In other worlds Ceramic Base is there only for one reason and this reason is to eliminate resonance, but the Mexican claimed the anti-resonance base increasing the resonance. One of the most stup*d statements I have ever read on this forum!

AT-ML180 is one of the best MM cartridges ever made.
Ceramic base is anti-resonance base designed by AT engineers for this cartridge.
This is all you need to know.

Anybody asked about Saec or Victor headshell ? How those shells from different manufacturers related to AT-ML top of the line moving magnet cartridges ?




Hey @halcro :)) !
I hope it is ok to post it here, could not find a better thread.
I've finally tested very low (16.5k) load on my London Decca Reference, motivated by your earlier findings from may 2020
" At 15K Ohms and 430pF....the cartridge simply comes 'alive'....
The changes in loading produce more fundamental differences than heard on many of the cartridge vs cartridge comparisons IMO "
I first went down from 49k to 33k. Together with a VTA adjustment and one magic trick (change of....ekhm...fuses in the amp...;) this gave me absolutely thrilling sound. Super direct, "naked", alive but to extreme, wild, unpredictable, soundstage to die for, music touching me deeply so that I had to make frequent stops while listening to digest what I was hearing. Or so was the 1st impression. On the downside the tonal balance was still shifted upwards or so I suspect. Great operatic voices of the past like Sutherland would quite frequently run into an overload on the highest notes.

I then went to 16.5k. I have not control over the capacitance so in both cases 33k and 16.5k it was the same, around 300pf including the tonearm cable. The sound: More polite, a bit recessed, flowing, musical, creamy and syrupy, not so raw and unpredictable, soundstage more recessed and a bit less detailed. The tonal balance seemed better, the high note overload gone without the bass becoming loose and boomy. But I had a feeling I've lost something. This incredible "naked  directness". I've changed output tube in the phono and some of the sparkle came back but still there is this a bit of that syrupy souce of politeness left.

I plan to test 25k tomorrow to "control the sparkle" as you have put it nicely :)

Thank you v much for sharing your experience and a continuous inspiration Halcro!
@bydlo I load my Super Gold at 51k with Vishay bulk foil resistors.

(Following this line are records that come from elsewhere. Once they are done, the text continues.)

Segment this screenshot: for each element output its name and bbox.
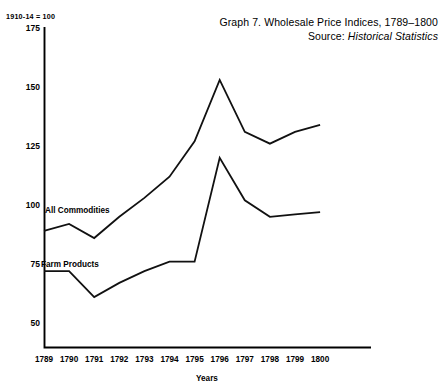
x-tick-label: 1793 bbox=[135, 355, 154, 364]
chart-figure: 1910-14 = 100 Graph 7. Wholesale Price I… bbox=[0, 0, 442, 386]
series-label-all-commodities: All Commodities bbox=[45, 206, 110, 215]
y-tick-label: 150 bbox=[26, 82, 40, 92]
x-tick-label: 1798 bbox=[261, 355, 280, 364]
axis-lines bbox=[45, 27, 372, 348]
series-label-farm-products: Farm Products bbox=[41, 260, 99, 269]
x-tick-label: 1796 bbox=[211, 355, 230, 364]
x-tick-label: 1791 bbox=[85, 355, 104, 364]
x-tick-label: 1794 bbox=[160, 355, 179, 364]
x-tick-label: 1797 bbox=[236, 355, 255, 364]
x-tick-label: 1795 bbox=[185, 355, 204, 364]
y-tick-label: 50 bbox=[31, 318, 41, 328]
series-line-farm-products bbox=[44, 158, 320, 297]
y-tick-label: 125 bbox=[26, 141, 40, 151]
x-tick-label: 1790 bbox=[60, 355, 79, 364]
x-tick-label: 1792 bbox=[110, 355, 129, 364]
y-tick-label: 100 bbox=[26, 200, 40, 210]
x-tick-label: 1800 bbox=[311, 355, 330, 364]
series-farm-products bbox=[44, 158, 320, 297]
x-tick-label: 1789 bbox=[35, 355, 54, 364]
x-axis-tick-labels: 1789179017911792179317941795179617971798… bbox=[35, 355, 330, 364]
x-axis-title: Years bbox=[196, 374, 218, 383]
y-tick-label: 75 bbox=[31, 259, 41, 269]
x-tick-label: 1799 bbox=[286, 355, 305, 364]
plot-area: 175 150 125 100 75 50 All Commodities Fa… bbox=[0, 0, 442, 386]
y-tick-label: 175 bbox=[26, 23, 40, 33]
y-axis-tick-labels: 175 150 125 100 75 50 bbox=[26, 23, 40, 328]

I love the sparkle.
@noromance Surprisingly 47k in my circumstances (all this loading is very very ’personal’) wasn’t that sparkling. The bass was cut, which I could easily verify changing to SPU Silver Meister mounted on the same deck and well, deeply loaded. But the crazy sparkle of 33k wasn’t there. BTW the bass of 33k and lower is simply superb! Deep organic, explosive when needed. Just the heights that run into overload sometimes which i guess was not the recording engineers' intention.

I’m using RN60 Dales for finding the right value, then switching to Charcroft Z-foils. Very transparent resistors.